The lion will not touch the true prince - Shakespeare, Henry IV, Pt I
I attended the past three E3s, but did not get an invite to the current one, and seeing as there are only 32 companies there, I am not sure it is worth a plane ticket. The first two E3s I attended, 2004 and 2005 were zoos, it was next to impossible to get things done.
There was an abject failure by the E3 people to control anyone coming in the door, everyone who wanted to got in, and the controls on who got a press pass were rather ludicrous. The press room was swamped with people who 'had a blog about games', you know the type, and the show floor was equally infested.
If you went to a booth and waded through the knee-biters, you were just about guaranteed to be blown off. You could not talk to anyone worth talking to, could not get near the demos that were worth seeing, and it was a mess.
It had gone from trade show to three days of fun for the little squirts, and that is the death knell for any trade show (Pay attention CES!).
Then in 2006, something interesting happened, E3 started clamping down. It wasn't a 16 year-old free-for-all anymore, they started getting stringent. They actually enforced the rules, somewhat. The first upshot? You could walk through the halls, and the wait in lines went from 15 minutes to five.

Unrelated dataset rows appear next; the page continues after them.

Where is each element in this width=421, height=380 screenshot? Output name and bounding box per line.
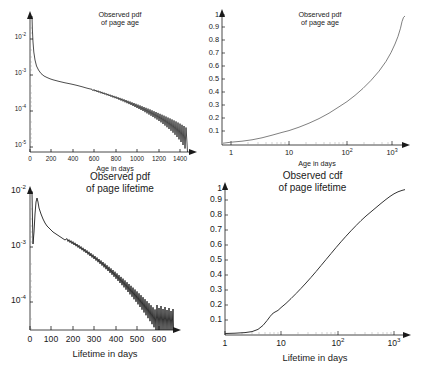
ytick-label: 10-3 — [6, 69, 26, 76]
x-axis-arrow — [173, 327, 181, 333]
panel-bottom-right-plot — [200, 172, 421, 380]
ytick-label: 0.9 — [200, 22, 219, 31]
ytick-label: 0.4 — [200, 87, 219, 96]
xtick-label: 400 — [63, 155, 83, 162]
xtick-label: 600 — [149, 334, 169, 344]
panel-title-line-2: of page age — [60, 19, 180, 27]
xtick-label: 600 — [84, 155, 104, 162]
ytick-label: 0.7 — [200, 48, 219, 57]
figure-four-panel-distributions: Observed pdf of page age 10-2 10-3 10-4 … — [0, 0, 421, 380]
panel-title-line-2: of page lifetime — [245, 182, 380, 194]
xtick-label: 300 — [84, 334, 104, 344]
ytick-label: 0.5 — [200, 74, 219, 83]
ytick-label: 0.1 — [200, 126, 219, 135]
panel-title-bottom-right: Observed cdf of page lifetime — [245, 170, 380, 193]
ytick-label: 10-3 — [2, 240, 26, 250]
ytick-label: 0.3 — [200, 284, 222, 294]
panel-observed-pdf-page-age-cumulative: Observed pdf of page age 1 0.9 0.8 0.7 0… — [200, 0, 421, 172]
ytick-label: 0.6 — [200, 61, 219, 70]
xtick-label: 400 — [106, 334, 126, 344]
xtick-label: 102 — [337, 148, 357, 157]
panel-title-bottom-left: Observed pdf of page lifetime — [55, 171, 185, 194]
xtick-label: 800 — [106, 155, 126, 162]
ytick-label: 0.2 — [200, 113, 219, 122]
xtick-label: 103 — [382, 148, 402, 157]
xtick-label: 1 — [221, 148, 241, 157]
x-axis-arrow — [403, 332, 411, 338]
xtick-label: 10 — [279, 148, 299, 157]
panel-observed-cdf-page-lifetime: Observed cdf of page lifetime 1 0.9 0.8 … — [200, 172, 421, 380]
panel-title-line-2: of page age — [260, 19, 380, 27]
ytick-label: 10-2 — [2, 185, 26, 195]
ytick-label: 1 — [200, 183, 222, 193]
ytick-label: 0.1 — [200, 314, 222, 324]
xtick-label: 200 — [41, 155, 61, 162]
ytick-label: 10-4 — [6, 105, 26, 112]
curve-pdf-page-lifetime — [32, 192, 174, 330]
ytick-label: 0.2 — [200, 299, 222, 309]
ytick-label: 10-2 — [6, 33, 26, 40]
panel-observed-pdf-page-lifetime: Observed pdf of page lifetime 10-2 10-3 … — [0, 172, 205, 380]
panel-title-line-2: of page lifetime — [55, 183, 185, 195]
xtick-label: 1000 — [127, 155, 147, 162]
panel-observed-pdf-page-age: Observed pdf of page age 10-2 10-3 10-4 … — [0, 0, 205, 172]
panel-title-line-1: Observed pdf — [55, 171, 185, 183]
xtick-label: 103 — [384, 338, 404, 348]
x-axis-arrow — [189, 149, 197, 155]
ytick-label: 0.8 — [200, 209, 222, 219]
panel-title-top-left: Observed pdf of page age — [60, 11, 180, 28]
ytick-label: 0.8 — [200, 35, 219, 44]
panel-title-line-1: Observed cdf — [245, 170, 380, 182]
xtick-label: 0 — [20, 334, 40, 344]
x-axis-label: Lifetime in days — [45, 348, 165, 359]
ytick-label: 10-4 — [2, 295, 26, 305]
xtick-label: 1400 — [170, 155, 190, 162]
x-axis-label: Lifetime in days — [255, 352, 375, 363]
curve-pdf-page-age — [32, 16, 188, 152]
xtick-label: 200 — [63, 334, 83, 344]
ytick-label: 0.6 — [200, 239, 222, 249]
xtick-label: 100 — [41, 334, 61, 344]
xtick-label: 102 — [328, 338, 348, 348]
x-axis-label: Age in days — [262, 159, 372, 168]
panel-title-top-right: Observed pdf of page age — [260, 11, 380, 28]
ytick-label: 1 — [200, 10, 219, 19]
ytick-label: 0.3 — [200, 100, 219, 109]
x-axis-arrow — [402, 142, 410, 148]
xtick-label: 1 — [215, 338, 235, 348]
curve-cdf-page-lifetime — [225, 190, 405, 334]
curve-cdf-page-age — [223, 16, 405, 143]
ytick-label: 10-5 — [6, 141, 26, 148]
xtick-label: 0 — [20, 155, 40, 162]
ytick-label: 0.7 — [200, 224, 222, 234]
ytick-label: 0.4 — [200, 269, 222, 279]
ytick-label: 0.9 — [200, 194, 222, 204]
xtick-label: 10 — [271, 338, 291, 348]
xtick-label: 500 — [127, 334, 147, 344]
xtick-label: 1200 — [149, 155, 169, 162]
ytick-label: 0.5 — [200, 254, 222, 264]
y-axis-arrow — [219, 9, 225, 17]
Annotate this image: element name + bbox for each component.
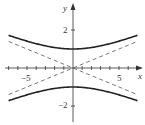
y-tick-label-neg2: −2 bbox=[58, 100, 68, 110]
x-tick-label-5: 5 bbox=[117, 73, 122, 83]
y-axis-arrow-icon bbox=[71, 3, 76, 10]
x-axis-label: x bbox=[137, 71, 142, 81]
y-axis-label: y bbox=[62, 3, 67, 13]
hyperbola-chart: −5 5 x 2 −2 y bbox=[0, 0, 145, 125]
y-tick-label-2: 2 bbox=[63, 25, 68, 35]
x-tick-label-neg5: −5 bbox=[21, 73, 31, 83]
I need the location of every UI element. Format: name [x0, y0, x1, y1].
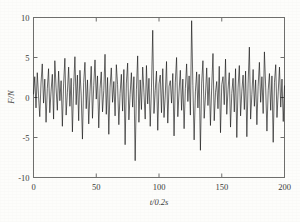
y-tick-label: 5	[25, 53, 29, 63]
y-tick-label: 0	[25, 93, 29, 103]
figure-panel: 050100150200 -10-50510 t/0.2s F/N	[0, 0, 300, 222]
x-tick-label: 200	[278, 182, 291, 192]
x-tick-label: 150	[215, 182, 228, 192]
y-tick-label: 10	[21, 13, 30, 23]
x-axis-label: t/0.2s	[150, 197, 169, 207]
x-tick-label: 100	[153, 182, 166, 192]
y-axis-label: F/N	[6, 89, 16, 105]
y-tick-label: -10	[18, 173, 29, 183]
x-tick-label: 0	[31, 182, 35, 192]
y-tick-label: -5	[22, 133, 29, 143]
x-tick-label: 50	[92, 182, 101, 192]
noise-signal-chart: 050100150200 -10-50510 t/0.2s F/N	[0, 0, 300, 222]
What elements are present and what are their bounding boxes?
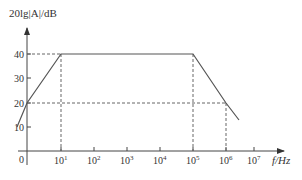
magnitude-line	[17, 54, 239, 127]
x-tick-label: 104	[153, 154, 167, 166]
x-axis-title: f/Hz	[272, 154, 291, 166]
y-tick-label: 40	[14, 49, 24, 60]
x-tick-label: 101	[54, 154, 68, 166]
x-tick-label: 106	[219, 154, 233, 166]
y-axis-title: 20lg|A|/dB	[9, 7, 57, 19]
x-tick-label: 105	[186, 154, 200, 166]
y-ticks: 10 20 30 40	[14, 49, 31, 133]
x-tick-label: 102	[87, 154, 101, 166]
x-tick-label: 107	[247, 154, 261, 166]
x-ticks: 0 101 102 103 104 105 106 107 f/Hz	[19, 147, 291, 166]
reference-lines	[27, 54, 226, 151]
x-origin-label: 0	[19, 154, 24, 165]
y-tick-label: 20	[14, 98, 24, 109]
x-tick-label: 103	[120, 154, 134, 166]
bode-plot: 20lg|A|/dB 10 20 30 40 0 101 102 103 104…	[0, 0, 302, 180]
y-tick-label: 30	[14, 73, 24, 84]
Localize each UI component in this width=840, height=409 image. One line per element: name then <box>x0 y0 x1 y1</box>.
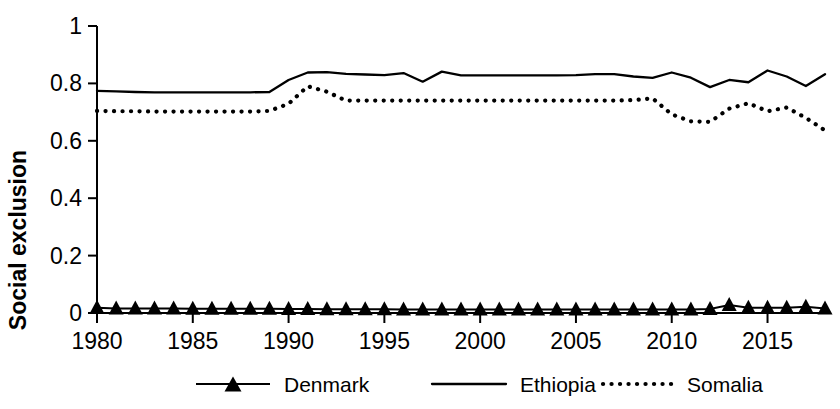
legend-label: Somalia <box>687 373 763 396</box>
chart-figure: Social exclusion 00.20.40.60.81 19801985… <box>0 0 840 409</box>
x-tick-label: 1980 <box>71 328 122 354</box>
y-tick-label: 0.4 <box>50 185 82 211</box>
x-tick-label: 2005 <box>550 328 601 354</box>
y-tick-label: 0.8 <box>50 70 82 96</box>
y-tick-label: 0 <box>69 300 82 326</box>
x-tick-label: 2015 <box>742 328 793 354</box>
x-tick-label: 2010 <box>646 328 697 354</box>
x-tick-label: 2000 <box>455 328 506 354</box>
x-tick-label: 1995 <box>359 328 410 354</box>
legend-label: Ethiopia <box>520 373 596 396</box>
y-tick-label: 1 <box>69 13 82 39</box>
chart-background <box>0 0 840 409</box>
legend-label: Denmark <box>284 373 370 396</box>
x-tick-label: 1985 <box>167 328 218 354</box>
x-tick-label: 1990 <box>263 328 314 354</box>
y-tick-label: 0.6 <box>50 128 82 154</box>
y-axis-label: Social exclusion <box>5 150 31 330</box>
y-tick-label: 0.2 <box>50 243 82 269</box>
chart-canvas: Social exclusion 00.20.40.60.81 19801985… <box>0 0 840 409</box>
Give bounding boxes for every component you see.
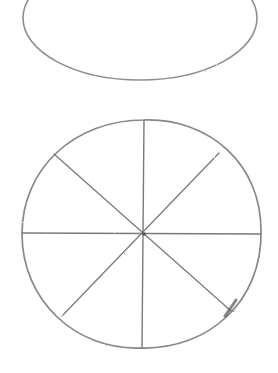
top-ellipse — [23, 0, 257, 80]
divided-circle — [22, 120, 261, 348]
spoke-diagonal-ne-sw — [62, 153, 219, 316]
sketch-canvas — [0, 0, 278, 373]
center-point — [142, 232, 146, 236]
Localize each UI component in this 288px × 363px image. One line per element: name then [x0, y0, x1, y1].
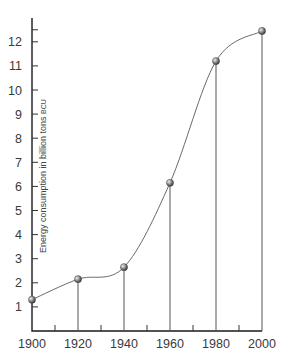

Things were looking up. If they kept things going on the same path for 2007, you might have actually gotten back to the trade show mentality that they lost so many years ago. Yay.
Then they appeared to throw in the towel, probably for financial reasons, but no one I know is talking. Welcome to the new E3 Media & Business Summit. This one really cuts down on who shows up, it is invite only, and that is their downfall. (1)
You need to be invited by one of the attendees to get in. In fact, if you don't already have an invite, you are SOL. This is the biggest end-run around any criticism and a complete stifling of the press that I have seen in years.
What is the problem? If a company likes you, you are in. If they don't like you, you are shut out. This would not be a big deal if you could get a ticket some other way, but there is no other way. So, who do companies invite? The tame, the paid off, and the ones they know will give them good coverage.
PR does know who is guaranteed to give them good coverage, and who might be critical, aka honest, in non-PR speak. Hands up to anyone who thinks that potentially critical outlets will get near the place?
That is the downfall of E3.
There will be no criticism this year, there will be no one stepping out of line, there will be nothing but re-worded, gushing press releases. If you step out of line, want to bet you won't be coming back next year? Be good little tame journalist or be gone.
So, by trying to move things in the right direction, and I honestly think they were, E3 doomed themselves. They turned the world of gaming journalism, already one of the most horribly compromised and paid-off categories on the face of the planet, into a running joke. Well done.
When reading coverage of this year's release rewording, keep in mind that the people attending are only there because they were carefully vetted by the companies presenting. There will be no dissenting voices, and anyone who dares will probably be blacklisted. Kind of like US politics of late, eh? ยต
(1) For the record, I didn't get one, but when I heard about it, I did inquire with one company, and then thought better of it.